Check your understanding
Score: 0 / 51. What is the single most important reason to use html/template instead of text/template for web pages?
html/template understands where in the document a value lands and escapes it appropriately, neutralizing injected <script> and similar. text/template emits bytes verbatim — using it for HTML is an XSS hole.
2. In a template, what does {{.Name}} mean?
The dot (.) is the current data context. {{.Name}} accesses the Name exported field of a struct, the "Name" key of a map, or a zero-arg method Name. Inside {{range}} or {{with}}, the dot is rebound to the element.

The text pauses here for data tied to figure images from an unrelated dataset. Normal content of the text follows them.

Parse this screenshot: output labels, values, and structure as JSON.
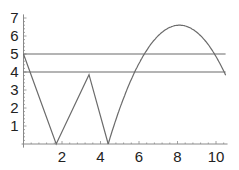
{
  "chart_data": {
    "type": "line",
    "title": "",
    "xlabel": "",
    "ylabel": "",
    "xlim": [
      0,
      10.6
    ],
    "ylim": [
      0,
      7.2
    ],
    "grid": false,
    "legend": null,
    "x_ticks": [
      2,
      4,
      6,
      8,
      10
    ],
    "y_ticks": [
      1,
      2,
      3,
      4,
      5,
      6,
      7
    ],
    "x_tick_labels": [
      "2",
      "4",
      "6",
      "8",
      "10"
    ],
    "y_tick_labels": [
      "1",
      "2",
      "3",
      "4",
      "5",
      "6",
      "7"
    ],
    "series": [
      {
        "name": "piecewise curve",
        "kind": "polyline",
        "color": "#6b6b6b",
        "x": [
          0,
          1.7,
          3.4,
          4.4
        ],
        "y": [
          5,
          0,
          3.85,
          0
        ]
      },
      {
        "name": "parabola segment",
        "kind": "parabola",
        "color": "#6b6b6b",
        "x_range": [
          4.4,
          10.5
        ],
        "vertex": [
          8.1,
          6.6
        ],
        "a": -0.482
      },
      {
        "name": "horizontal line y=5",
        "kind": "hline",
        "color": "#6b6b6b",
        "y": 5,
        "x_range": [
          0,
          10.5
        ]
      },
      {
        "name": "horizontal line y=4",
        "kind": "hline",
        "color": "#6b6b6b",
        "y": 4,
        "x_range": [
          0,
          10.5
        ]
      }
    ]
  },
  "layout": {
    "origin_px": [
      23.5,
      144
    ],
    "px_per_x": 19.25,
    "px_per_y": 18,
    "axis_color": "#8a8a8a",
    "line_color": "#6b6b6b"
  }
}
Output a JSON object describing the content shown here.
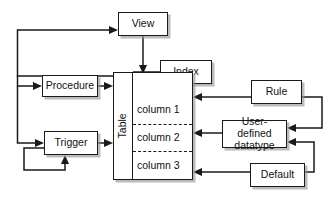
{
  "diagram": {
    "background_color": "#ffffff",
    "line_color": "#1a1a1a",
    "box_fill_color": "#ffffff",
    "shadow_color": "#969696",
    "nodes": {
      "view": {
        "label": "View"
      },
      "index": {
        "label": "Index"
      },
      "procedure": {
        "label": "Procedure"
      },
      "trigger": {
        "label": "Trigger"
      },
      "rule": {
        "label": "Rule"
      },
      "user_defined_datatype": {
        "label": "User-defined\ndatatype"
      },
      "default": {
        "label": "Default"
      },
      "table": {
        "label": "Table",
        "columns": [
          {
            "label": "column 1"
          },
          {
            "label": "column 2"
          },
          {
            "label": "column 3"
          }
        ]
      }
    },
    "connections": [
      {
        "from": "view",
        "to": "table",
        "style": "solid-arrow"
      },
      {
        "from": "table",
        "to": "view",
        "style": "solid-arrow"
      },
      {
        "from": "index",
        "to": "table",
        "style": "solid-line"
      },
      {
        "from": "procedure",
        "to": "table",
        "style": "solid-arrow"
      },
      {
        "from": "table",
        "to": "procedure",
        "style": "solid-arrow"
      },
      {
        "from": "trigger",
        "to": "table",
        "style": "solid-arrow"
      },
      {
        "from": "table",
        "to": "trigger",
        "style": "solid-arrow"
      },
      {
        "from": "trigger",
        "to": "trigger",
        "style": "self-loop-arrow"
      },
      {
        "from": "rule",
        "to": "column 1",
        "style": "solid-arrow"
      },
      {
        "from": "user_defined_datatype",
        "to": "column 2",
        "style": "solid-arrow"
      },
      {
        "from": "default",
        "to": "column 3",
        "style": "solid-arrow"
      },
      {
        "from": "rule",
        "to": "user_defined_datatype",
        "style": "solid-arrow"
      },
      {
        "from": "default",
        "to": "user_defined_datatype",
        "style": "solid-arrow"
      }
    ]
  }
}
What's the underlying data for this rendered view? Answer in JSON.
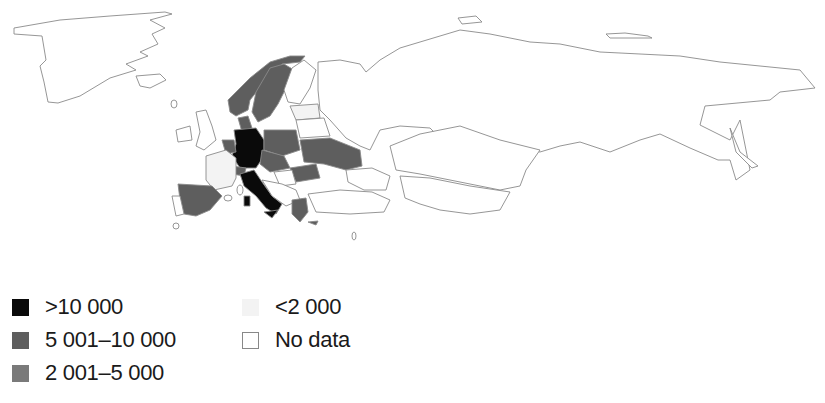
{
  "map": {
    "type": "choropleth",
    "region": "Europe and Northern Asia",
    "colors": {
      "gt_10000": "#0a0a0a",
      "5001_10000": "#5e5e5e",
      "2001_5000": "#7a7a7a",
      "lt_2000": "#f3f3f3",
      "no_data": "#ffffff",
      "border": "#8a8a8a"
    },
    "classified_regions": {
      "gt_10000": [
        "Germany",
        "Italy"
      ],
      "5001_10000": [
        "Norway",
        "Sweden",
        "Denmark",
        "Poland",
        "Ukraine",
        "Spain",
        "Austria",
        "Czechia",
        "Greece",
        "Belgium",
        "Switzerland",
        "Romania",
        "Moldova",
        "Hungary",
        "Cyprus"
      ],
      "lt_2000": [
        "France",
        "Latvia",
        "Lithuania"
      ]
    }
  },
  "legend": {
    "items": [
      {
        "label": ">10 000",
        "color": "#0a0a0a"
      },
      {
        "label": "5 001–10 000",
        "color": "#5e5e5e"
      },
      {
        "label": "2 001–5 000",
        "color": "#7a7a7a"
      },
      {
        "label": "<2 000",
        "color": "#f3f3f3"
      },
      {
        "label": "No data",
        "color": "#ffffff"
      }
    ]
  }
}
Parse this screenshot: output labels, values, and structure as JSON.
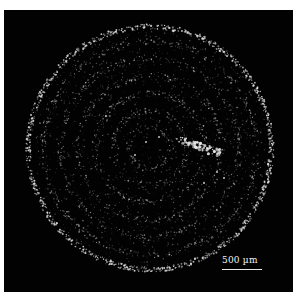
{
  "image": {
    "description": "Dark-field microscopy image of circular sample with concentric ring pattern and bright particle cluster",
    "background_color": "#020202",
    "border_color": "#ffffff",
    "feature_color": "#e6e6e6"
  },
  "scale_bar": {
    "label": "500 µm",
    "length_px": 40
  },
  "sample": {
    "shape": "circle",
    "center_px": [
      150,
      148
    ],
    "radius_px": 124,
    "ring_count": 6
  }
}
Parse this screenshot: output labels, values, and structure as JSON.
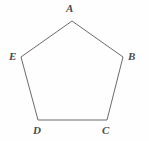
{
  "figure": {
    "name": "pentagon-abcde",
    "kind": "geometry-diagram",
    "shape": "pentagon",
    "background_color": "#fefefe",
    "stroke_color": "#6b6b6b",
    "stroke_width": 1,
    "fill": "none",
    "label_color": "#4a4a4a",
    "canvas": {
      "width": 149,
      "height": 141
    },
    "vertices": [
      {
        "id": "A",
        "label": "A",
        "x": 72,
        "y": 21,
        "label_x": 70,
        "label_y": 9,
        "label_position": "above"
      },
      {
        "id": "B",
        "label": "B",
        "x": 123,
        "y": 57,
        "label_x": 132,
        "label_y": 57,
        "label_position": "right"
      },
      {
        "id": "C",
        "label": "C",
        "x": 107,
        "y": 120,
        "label_x": 106,
        "label_y": 131,
        "label_position": "below"
      },
      {
        "id": "D",
        "label": "D",
        "x": 38,
        "y": 120,
        "label_x": 37,
        "label_y": 131,
        "label_position": "below"
      },
      {
        "id": "E",
        "label": "E",
        "x": 21,
        "y": 57,
        "label_x": 13,
        "label_y": 57,
        "label_position": "left"
      }
    ],
    "edges": [
      {
        "id": "AB",
        "from": "A",
        "to": "B"
      },
      {
        "id": "BC",
        "from": "B",
        "to": "C"
      },
      {
        "id": "CD",
        "from": "C",
        "to": "D"
      },
      {
        "id": "DE",
        "from": "D",
        "to": "E"
      },
      {
        "id": "EA",
        "from": "E",
        "to": "A"
      }
    ],
    "polygon_points": "72,21 123,57 107,120 38,120 21,57"
  }
}
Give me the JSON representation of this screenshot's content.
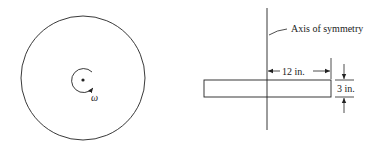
{
  "left_view": {
    "omega_label": "ω"
  },
  "right_view": {
    "axis_label": "Axis of symmetry",
    "radius_label": "12 in.",
    "thickness_label": "3 in."
  },
  "colors": {
    "line": "#222222",
    "background": "#ffffff"
  }
}
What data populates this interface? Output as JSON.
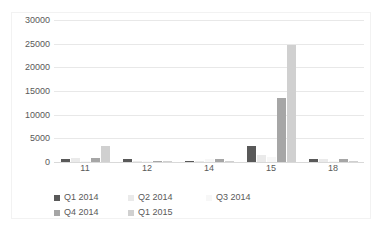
{
  "chart_data": {
    "type": "bar",
    "title": "",
    "xlabel": "",
    "ylabel": "",
    "ylim": [
      0,
      30000
    ],
    "ytick_labels": [
      "30000",
      "25000",
      "20000",
      "15000",
      "10000",
      "5000",
      "0"
    ],
    "ytick_values": [
      30000,
      25000,
      20000,
      15000,
      10000,
      5000,
      0
    ],
    "grid": true,
    "legend_position": "bottom",
    "categories": [
      "11",
      "12",
      "14",
      "15",
      "18"
    ],
    "series": [
      {
        "name": "Q1 2014",
        "color": "#595959",
        "values": [
          700,
          560,
          60,
          3400,
          700
        ]
      },
      {
        "name": "Q2 2014",
        "color": "#eaeaea",
        "values": [
          780,
          300,
          260,
          1550,
          720
        ]
      },
      {
        "name": "Q3 2014",
        "color": "#f7f7f7",
        "values": [
          120,
          60,
          630,
          1080,
          60
        ]
      },
      {
        "name": "Q4 2014",
        "color": "#a6a6a6",
        "values": [
          760,
          310,
          580,
          13550,
          690
        ]
      },
      {
        "name": "Q1 2015",
        "color": "#d0d0d0",
        "values": [
          3420,
          80,
          120,
          24800,
          150
        ]
      }
    ]
  }
}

3. Why is template.Must(template.New(...).Parse(...)) a common idiom?
Templates defined as constants in source either parse or they don't — there's no runtime recovery. template.Must wraps the (\*Template, error) pair and panics on error, so a typo surfaces at program start, not on first request.
4. What does {{range .Items}} … {{end}} do?
range iterates a slice, array, map, or channel. Inside the block, . becomes the current element (use {{.}} or {{.Field}}). An optional {{else}} runs when the collection is empty.
5. How do you add a custom function (e.g. uppercase) usable inside a template?
template.FuncMap maps names to Go functions; attach it with .Funcs(...) BEFORE Parse (the parser must know the names). Then invoke as {{upper .Name}} or via a pipeline {{.Name | upper}}.